October 6, 2021

What are we talking about this for?

Author: Phil Hartwick
First Published: 2021

When someone in your team wants to discuss something at a team meeting, do you start the discussion and then eventually try to figure out why you are having this discussion?

I suspect this is a common experience.

We previously suggested an approach [‘Boost your team meetings’] your team can use to set up discussions. Here is another collaboration hack we’ve been sharing with teams more recently.

When there is an agenda item, or something that has been raised for discussion at team meeting, everyone needs to remember to stop the discussion early and ask:

“Is this a level 1, 2, or 3?”

What do these levels represent?

Level 1?

This item is being raised to inform the team – the discussion is to make sure everyone is informed and understands. This is intended for the team to ask questions rather than make any decisions or tell the initiator how to proceed.

For example an operations manager needs to take a piece of machinery offline for maintenance but before scheduling it, wants everyone to understand the timing and impact of the machine being unavailable.

Level 2?

This item is being raised to get input or feedback from the other team members. The intiator will then consider that information and decide how to progress the item.

This means the initiator wants information from the other team members – for example, risks, concerns, impacts, obstacles, and other relevant information that the initiator may not know or have access to. Note, this is not for the team to make decisions on, although this could be debated.

For example a marketing manager is planning to introduce a new innovative marketing concept and wants to know how others in the team think it will be perceived, any potential adverse impacts on the business and any ideas that might make it even more appealing. After feedback, the marketing manager, may (or may not) make changes to the concept.

Level 3?

This item is being raised by the initiator to have the team engage with an idea, a situation, a problem or an opportunity typically to make one or more decisions and take action. For example, the initiator may want the team to address the item to decide

  • how to resolve the situation, address the problem
  • if this is an idea they can support and how they will support it
  • how to improve the idea or what it will take for them to support it
  • how to advance the item, or resource it
  • how to engage others with the idea or promote it
  • if this is an opportunity that the team wants to capitalise on

The reason to take a Level 3 approach is when there is real benefit to engage the whole team to:

  • Achieve buy in and commitment to support
  • Contribute help or resources to execut
  • Improve an idea through creative contributions

So, to get your team working more effectively in its meetings, we suggest introducing this concept to get agreement from the team to challenge the initiator of every discussion as to the approach (or level) they plan to take.

This should prevent discussions from wandering all over without the team understanding what they are talking about this for!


**WHAT YOU ARE ASKED TO DO:** Everything from the line holding "Resolution: 1024px x" through the last line of the data, and nothing else, should be retyped exactly, with no pictures.

**PROVIDED RECORDS:**
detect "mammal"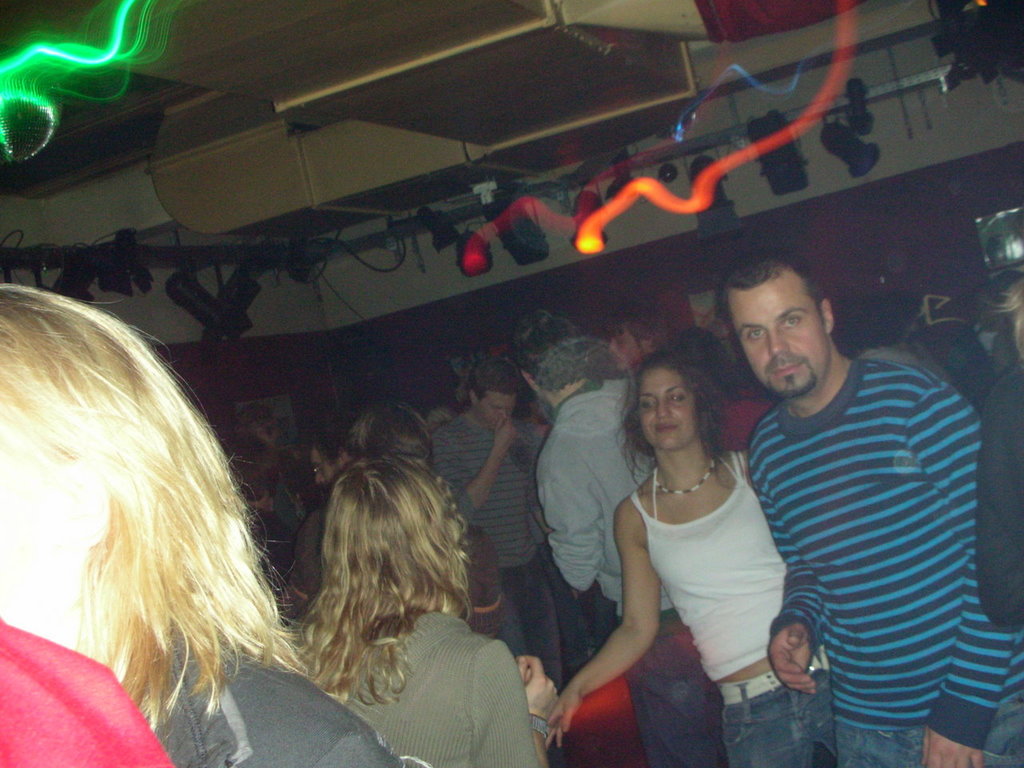
974 260 1023 628
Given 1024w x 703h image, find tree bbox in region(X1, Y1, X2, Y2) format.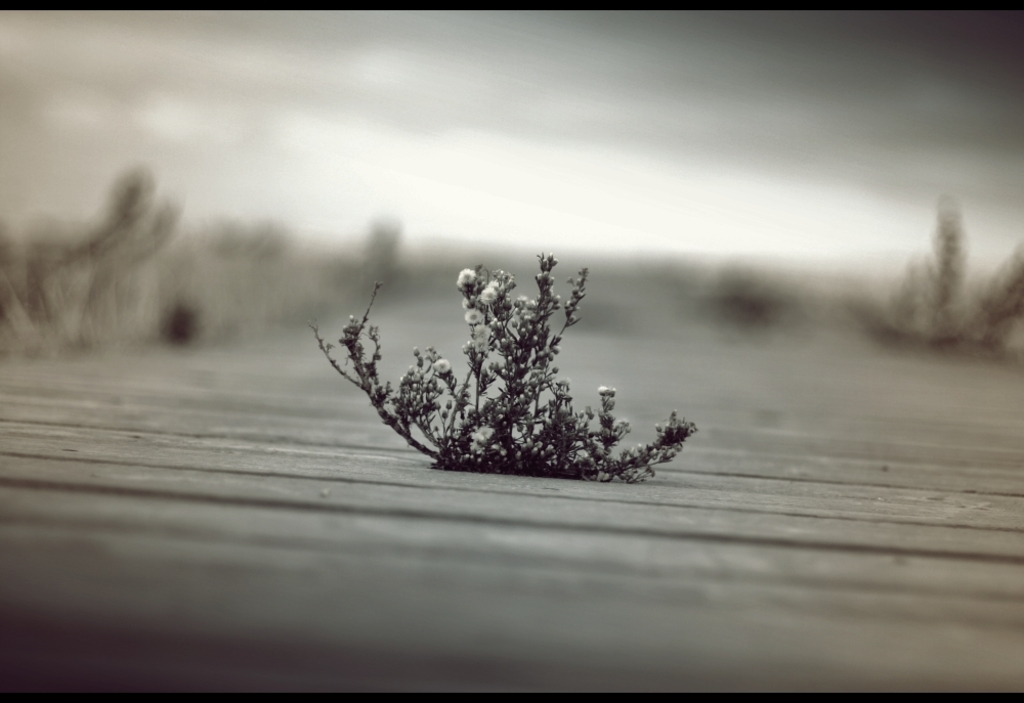
region(299, 245, 693, 479).
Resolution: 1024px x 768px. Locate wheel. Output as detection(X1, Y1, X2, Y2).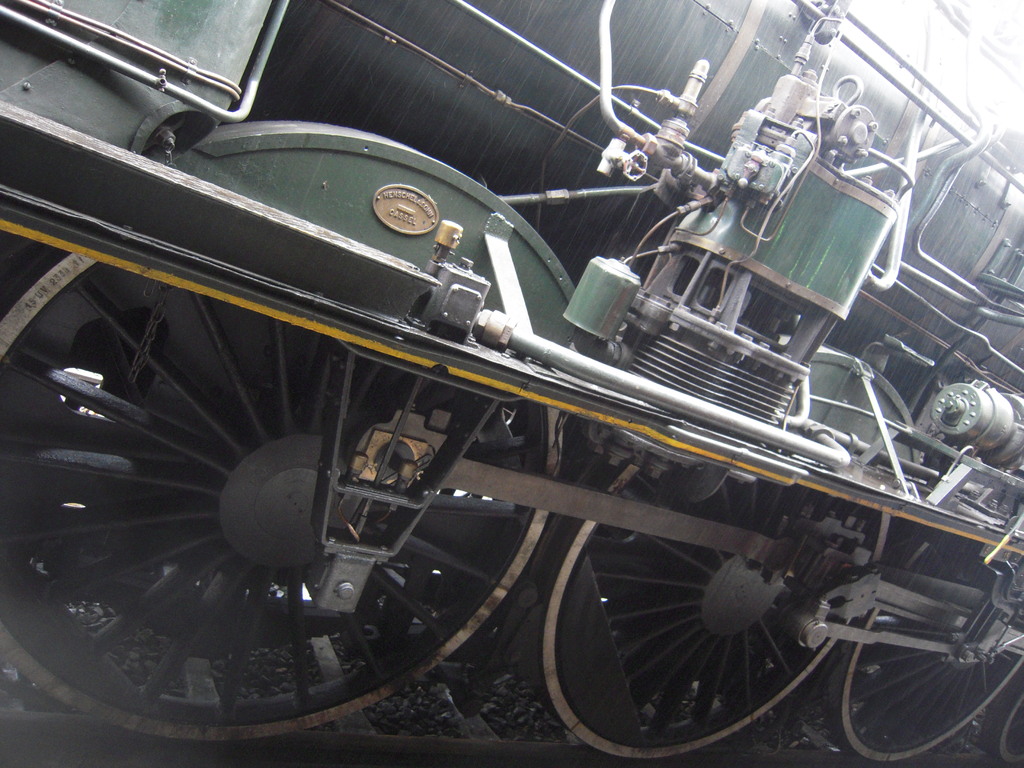
detection(832, 532, 1023, 764).
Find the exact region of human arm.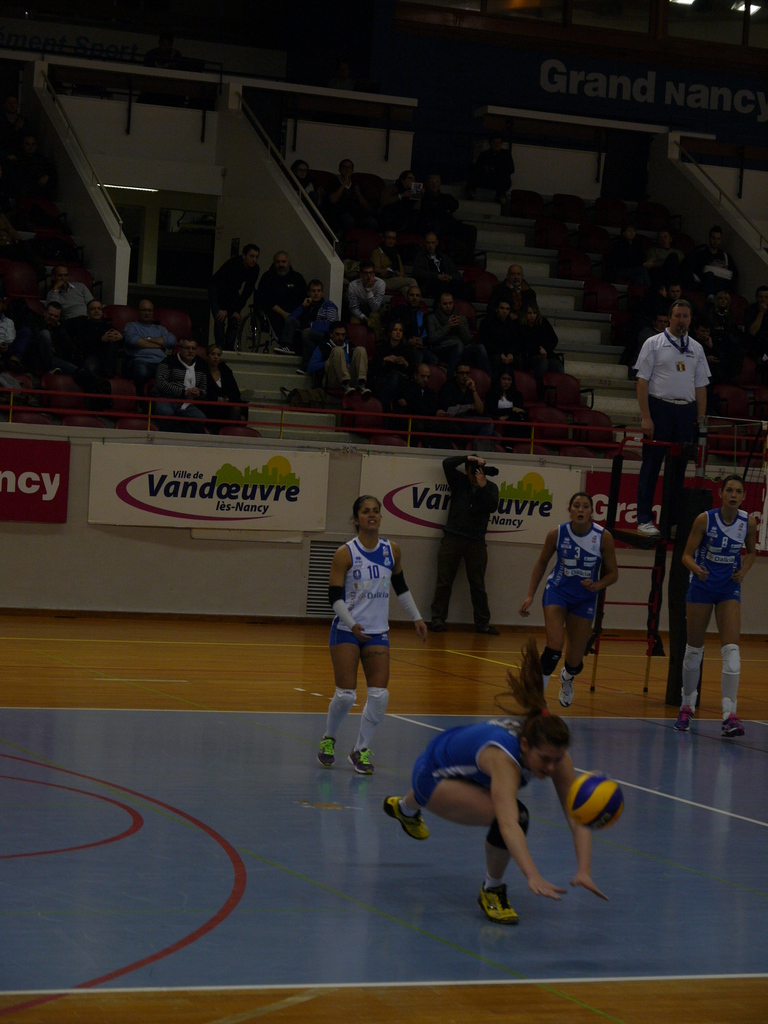
Exact region: 392 540 432 643.
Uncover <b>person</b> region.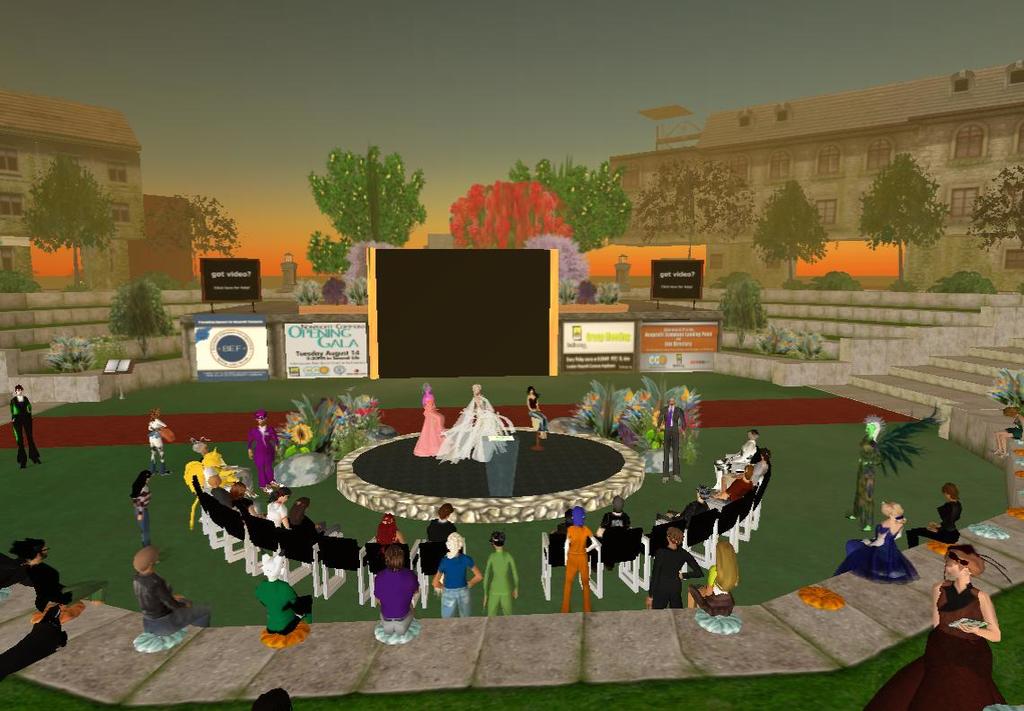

**WRITTEN ANSWER:**
Resolution: 1024px x 768px. Locate wheel. Output as detection(X1, Y1, X2, Y2).
detection(832, 532, 1023, 764).
Find the exact region of human arm.
Exact region: 392 540 432 643.
Uncover <b>person</b> region.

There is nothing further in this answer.